Offbeat Occupations: Yoga teacher a trainer in graceful aging

Yoga instructor Alice Steuerwald leads her Friday afternoon Yin Yoga class on Dec. 30 at Lawrence Athletic Club, 3201 Mesa Way.

The sounds of a sitar and a pair of hand drums flow from a stereo in the corner of the room. Ten colored yoga mats are splayed across the center of the floor.

On each mat is a woman, her body contorted into a crescent low lunge: one knee on the ground, both hands pressed to the mat, her heart open.

At the front of the room is Alice Steuerwald, a yoga instructor at Lawrence Athletic Club, 3201 Mesa Way, and Be Moved Studio, 2 E. Seventh St.

Crouching on her mat, Steuerwald wears a green head wrap, a tank top, sweatpants and a pair of dangly earrings. Her hair is short, choppy and peppered with gray. Her posture is perfect, effortlessly erect.

“Gaze up. Steady your breath,” she says. “That’s your gauge: your breath.”

Steuerwald surveys the room. She spots a student, an older woman, struggling with the pose. The woman fights to achieve, then maintain the shape, but her body keeps slipping from position.

“You can modify it on the floor,” says Steuerwald. Suddenly Steuerwald’s body collapses, then tumbles gently to the mat. She twists into the shape of a can opener, demonstrating the same pose from the ease of the floor. She lingers a moment, then springs back to her feet, returning to the stance upright.

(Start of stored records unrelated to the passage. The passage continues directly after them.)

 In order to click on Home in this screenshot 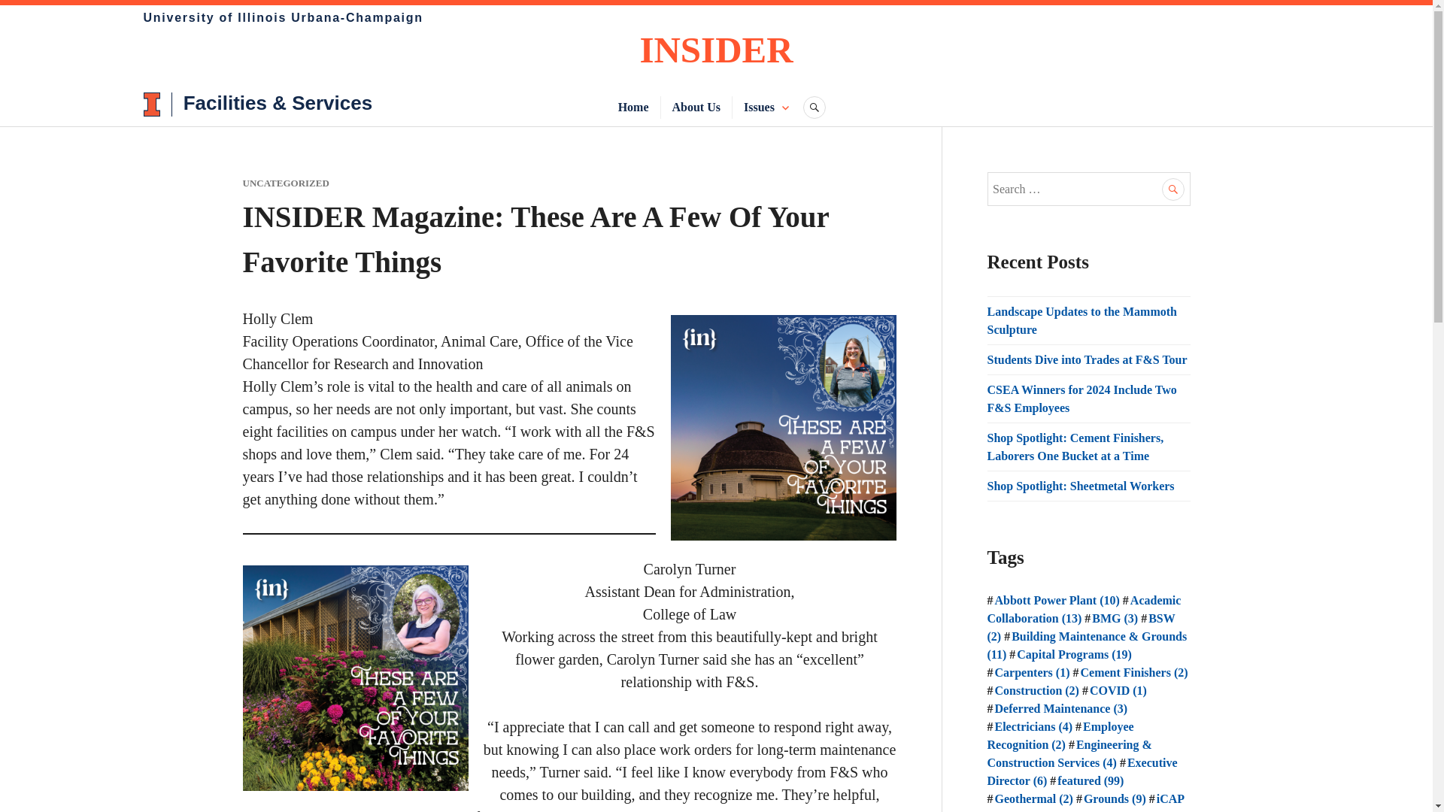, I will do `click(633, 107)`.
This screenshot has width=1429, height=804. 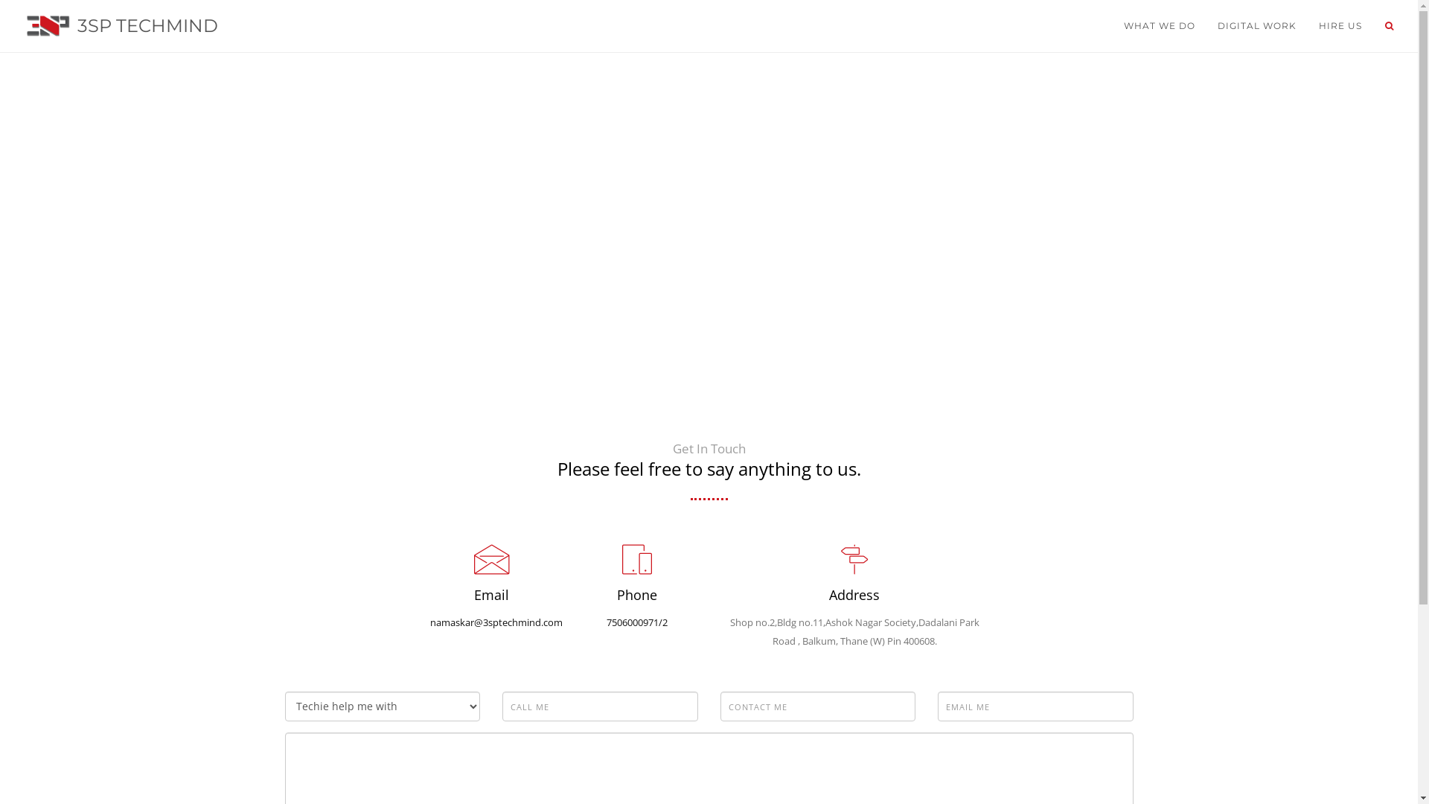 What do you see at coordinates (1340, 26) in the screenshot?
I see `HIRE US` at bounding box center [1340, 26].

“Reach your arms to the sky,” she says, then she plunges her own arms to the ceiling.

Steuerwald has been a yoga instructor in Lawrence for 17 years. Some of her students, like Tanya McNeely, 46, have been with her for just as long.

“She doesn’t think she knows it all,” says McNeely. “She is constantly bringing in teachers and going to get training and just helping people.”

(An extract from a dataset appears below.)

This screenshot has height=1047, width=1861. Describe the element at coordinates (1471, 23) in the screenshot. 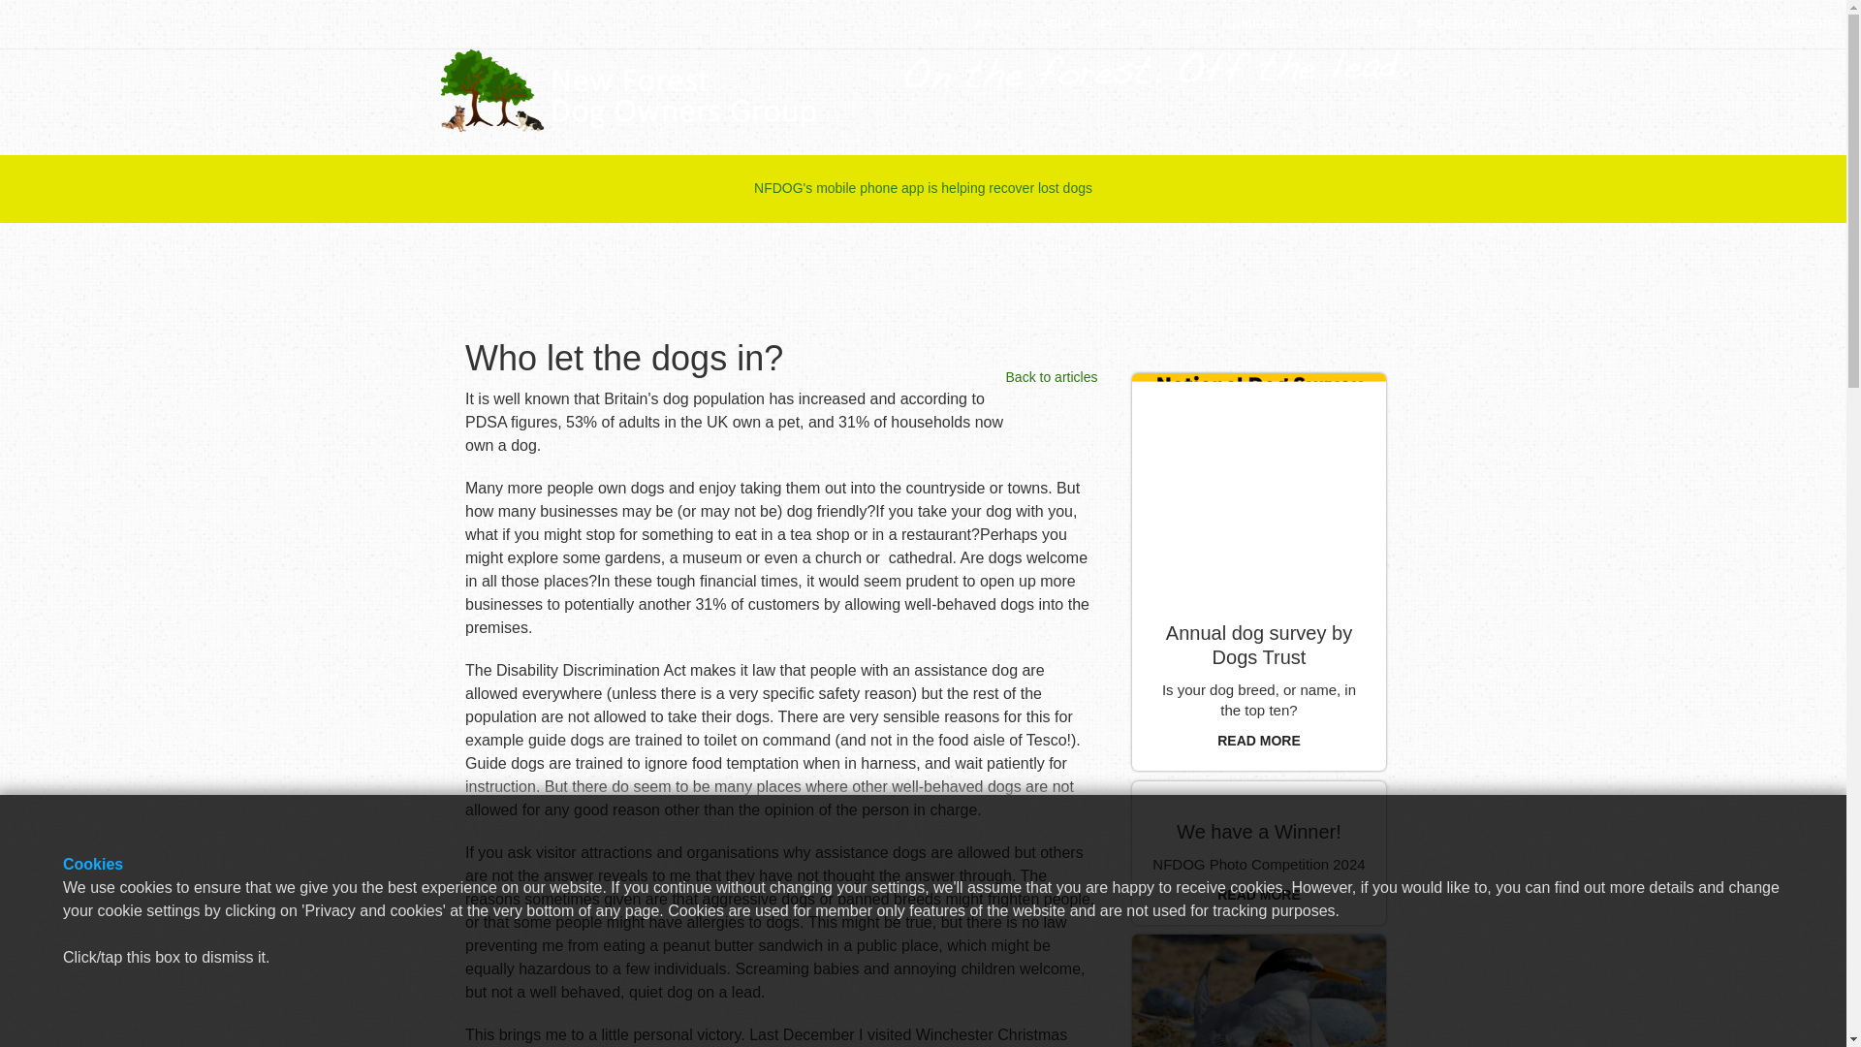

I see `RESEARCH FUND` at that location.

Steuerwald, also a structural body worker, started as a fitness instructor for women.

“I realized women were more emotional, that they needed to find their power and strength, (so that) we can heal ourselves” says Steuerwald. “So I took a martial arts workout and created a strength training class for women.”

Shortly after that, Steuerwald started teaching yoga. At the root, her passion for yoga stems from a desire to help people find a sense of self and well-being.

At 16, she worked as a restorative aide in a nursing home. Witnessing people descend into old age had a profound effect on her.

“I saw what happened to people who … were controlling, attached to things no longer serving them and their fears,” she says. “But the people of faith, the people of peace, they pass peacefully. You really do have to train for old age to grow old gracefully.”

Steuerwald’s yoga philosophy is an amalgamation of modalities from different academic areas — physical therapy, sociology, structural body work and plant medicine. She’s created her own yoga course, which she changes regularly to keep dynamic. She designs her classes so that anyone can join.

“I’m working with people who can’t do traditional classes because of their structural imbalances,” says Steuerwald. “I don’t get caught up in the pose. I am not a pretzel teacher because I don’t know what use any of that does for you.”

People with illnesses and injuries practice alongside athletes in Steuerwald’s yoga classes. She reminds everyone not to get caught up on what to they think the pose should look like. Instead, she advises them to focus on breath. She believes a person can change his life by changing the way he breathes.

“A lot of people don’t want to deal with the breath because your emotions are behind it,” she says. “I want your emotions to come up. If you can get into that quiet place of just your breath, the real stuff starts to bubble up.”

During each session, Steuerwald strolls the room and reminds her students to direct their attention to their breath.

“No thoughts,” she says. “Just breath.”